I was curious this morning: my naïve view of compi...
# present-company
d
I was curious this morning: my naïve view of compiler history is that they used to be very small (due to performance constraints) and have gotten very complicated over the years in order to support multiple platforms and in order to employ more and more optimizations. Is that generally a fair take? What are the big changes to compiler architectures from the early days? Does something like LLVM produce enough better code to justify its complexity? Are there any blog post- or paper-length history of compilers articles out there? (I'm not quite so curious as to be ready to read a whole book, but if you've got a good recommendation…)
m
One change is that companies don't need to build their own complete compiler anymore. Previously, each company might buy a front end (e.g. EDG) for parsing, but the rest of the compiler they had to build in-house (or go complete open and extend gcc).

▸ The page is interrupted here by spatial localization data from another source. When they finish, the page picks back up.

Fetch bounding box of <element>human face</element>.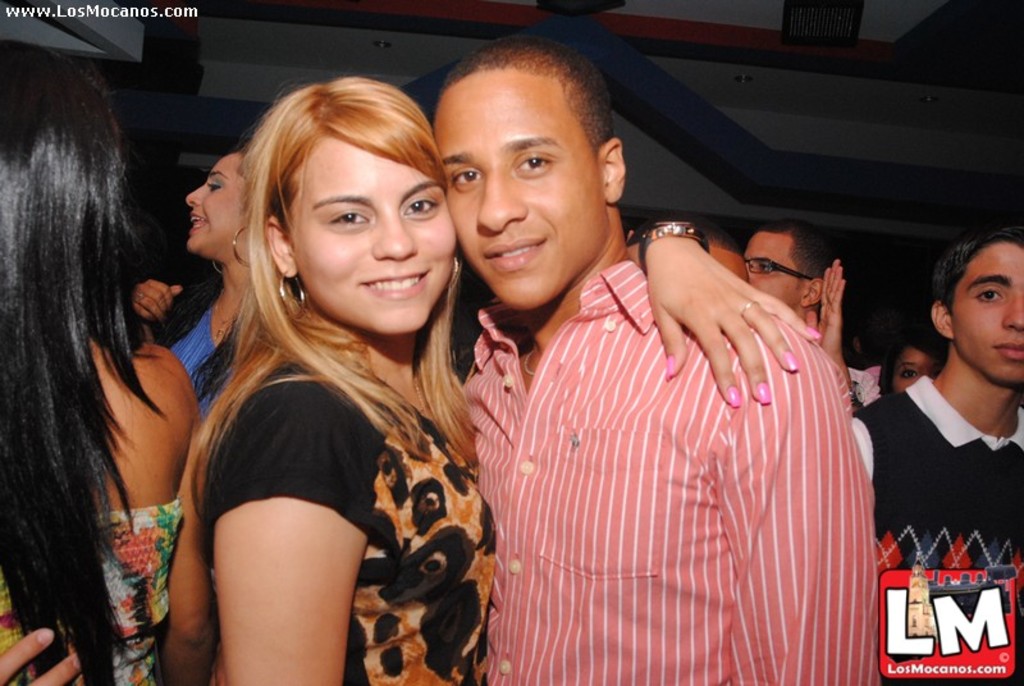
Bbox: <box>744,232,808,310</box>.
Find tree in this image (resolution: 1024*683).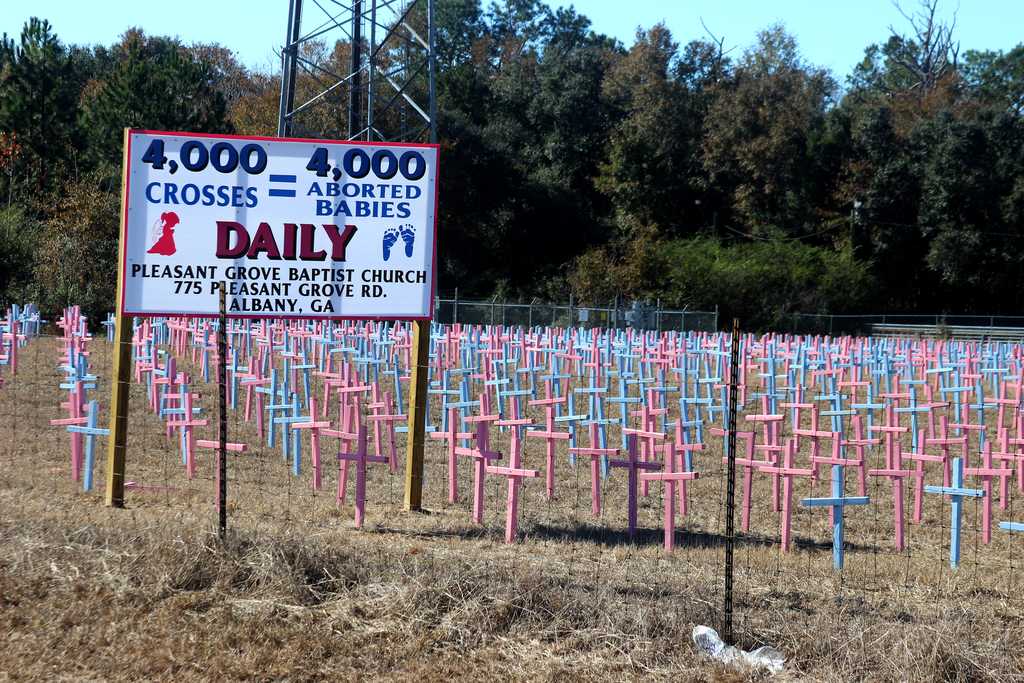
box=[643, 237, 874, 331].
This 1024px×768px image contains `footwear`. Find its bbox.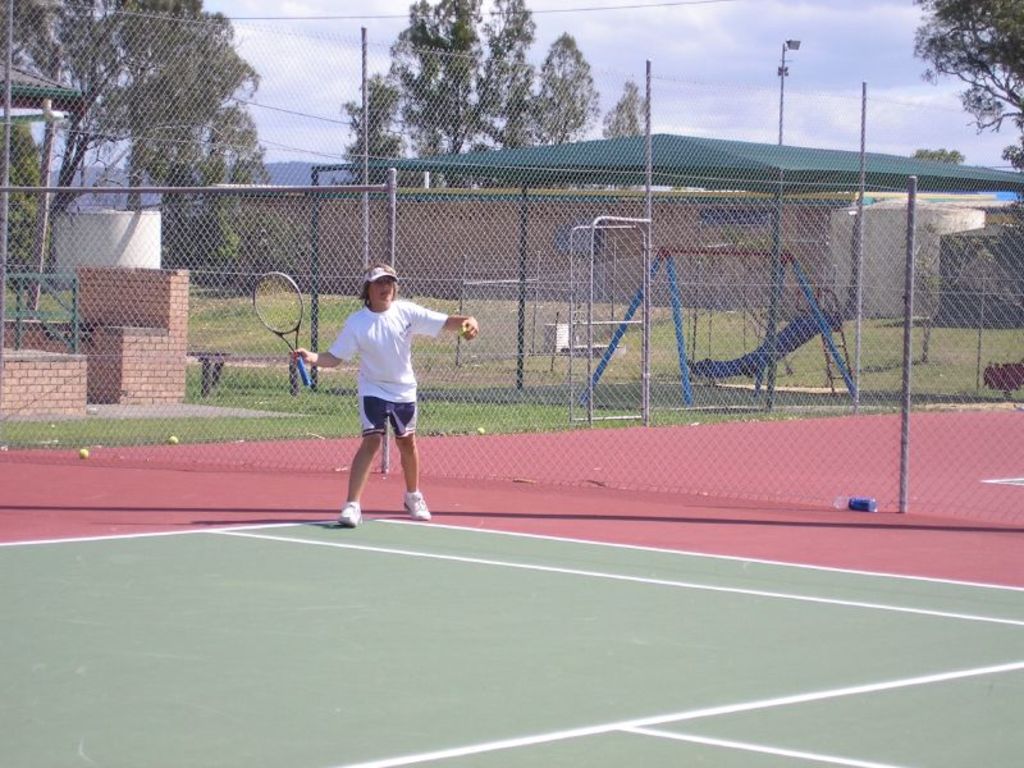
l=337, t=498, r=361, b=526.
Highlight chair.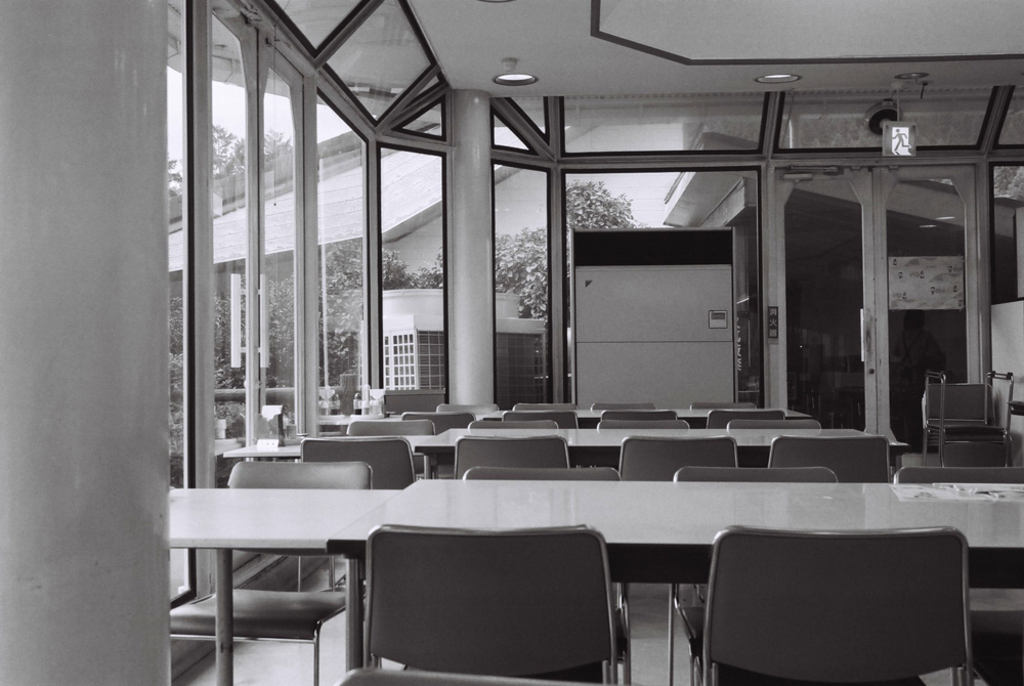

In addition to hardware performance constraints, the compiler size (and complexity) was limited to what size compiler team a company was willing to fund. With LLVM, companies can focus on the pieces specific to their needs.
j
The question “is it worth it” is pretty hard to answer. There can be different assessments of the cost of LLVM being such a big project, and there are debates about how much the optimizations in LLVM matter, compared to a smaller compiler (see the discussion around Daniel Bernstein’s “the death of optimizing compilers”). Throat clearing done, Bernstein is wrong, and the answer is “yes, it’s worth it.”